Role of equilibrium fluctuations in light-induced order
Alfred Zong, Pavel E. Dolgirev, Anshul Kogar, Yifan Su, Xiaozhe Shen,, Joshua A. W. Straquadine, Xirui Wang, Duan Luo, Michael E. Kozina, Alexander, H. Reid, Renkai Li, Jie Yang, Stephen P. Weathersby, Suji Park, Edbert J., Sie, Pablo Jarillo-Herrero, Ian R. Fisher, Xijie Wang

TL;DR
This study reveals that light-induced transient order in materials arises from equilibrium fluctuations, with ultrafast electron diffraction showing that these fluctuations are crucial for the emergence of hidden phases after laser excitation.
Contribution
It demonstrates that transient orders induced by light are driven by equilibrium fluctuations, providing a nonperturbative model linking fluctuation strength to light-induced order.
Findings
Light-induced charge density wave consists of order parameter fluctuations.
The strength of photoinduced order correlates with equilibrium fluctuation amplitude.
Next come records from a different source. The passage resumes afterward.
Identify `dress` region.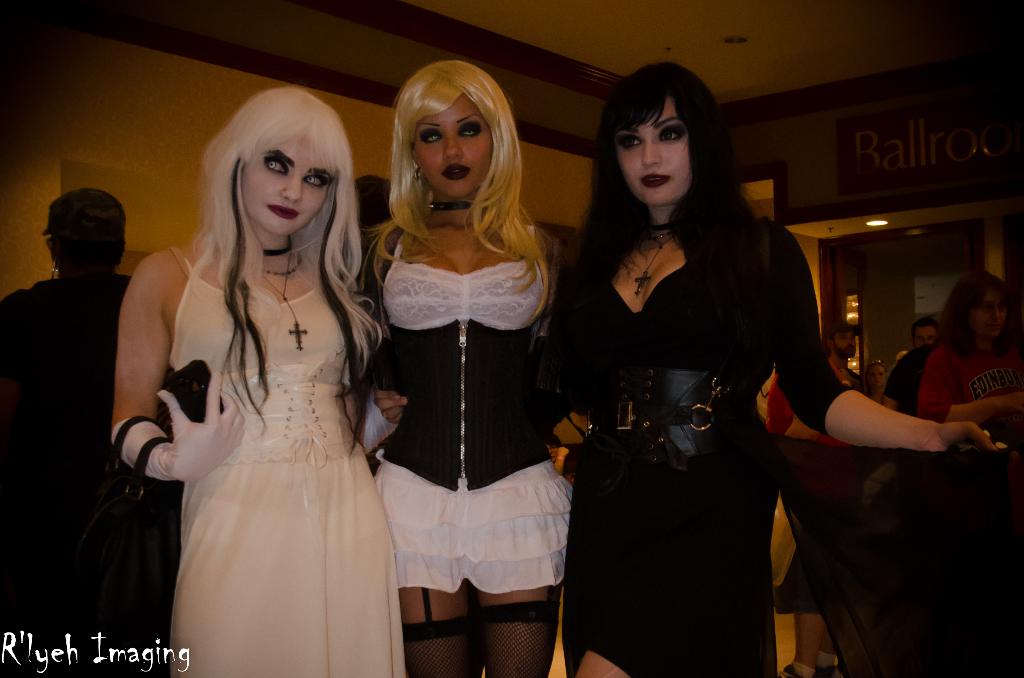
Region: 371,243,575,595.
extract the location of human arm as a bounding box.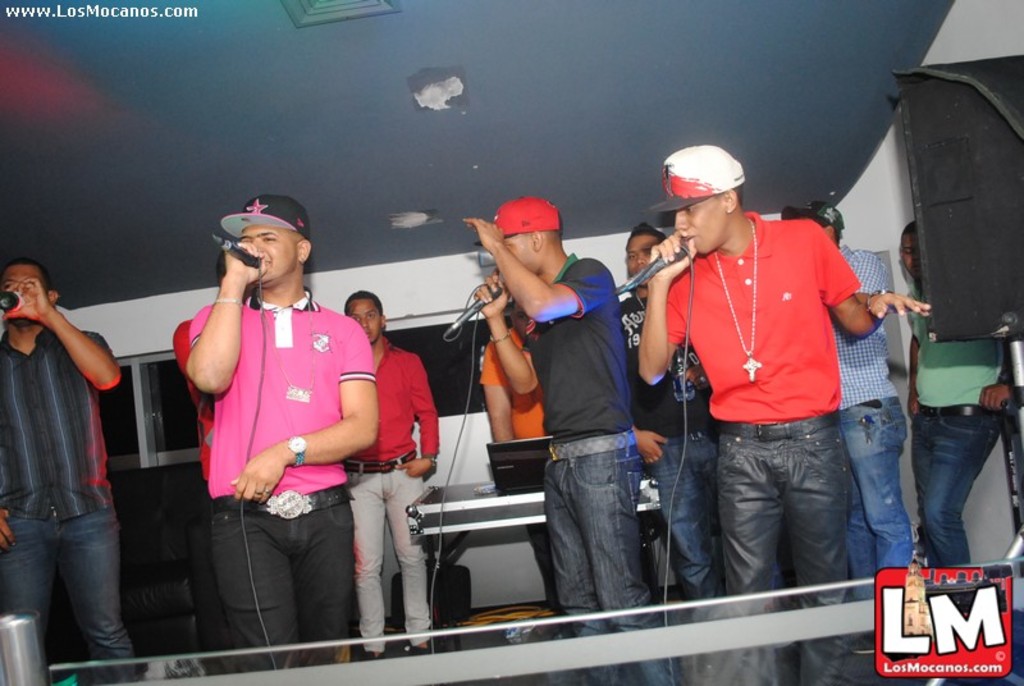
<box>232,321,379,502</box>.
Materials with strong equilibrium fluctuations are promising for hidden order realization.
Abstract
Engineering novel states of matter with light is at the forefront of materials research. An intensely studied direction is to realize broken-symmetry phases that are "hidden" under equilibrium conditions but can be unleashed by an ultrashort laser pulse. Despite a plethora of experimental discoveries, the nature of these orders and how they transiently appear remain unclear. To this end, we investigate a nonequilibrium charge density wave (CDW) in rare-earth tritellurides, which is suppressed in equilibrium but emerges after photoexcitation. Using a pump-pump-probe protocol implemented in ultrafast electron diffraction, we demonstrate that the light-induced CDW consists solely of order parameter fluctuations, which bear striking similarities to critical fluctuations in equilibrium despite differences in the length scale. By calculating the dynamics of CDW fluctuations in a…
Peer Reviews
No public reviews on file for this paper yet. If you reviewed it on a platform where reviews are public (OpenReview, ICLR, NeurIPS, ICML), you can paste yours below so the community can read it here.
Videos
No videos yet. Explain this paper in a talk, walkthrough, or lecture? Add one.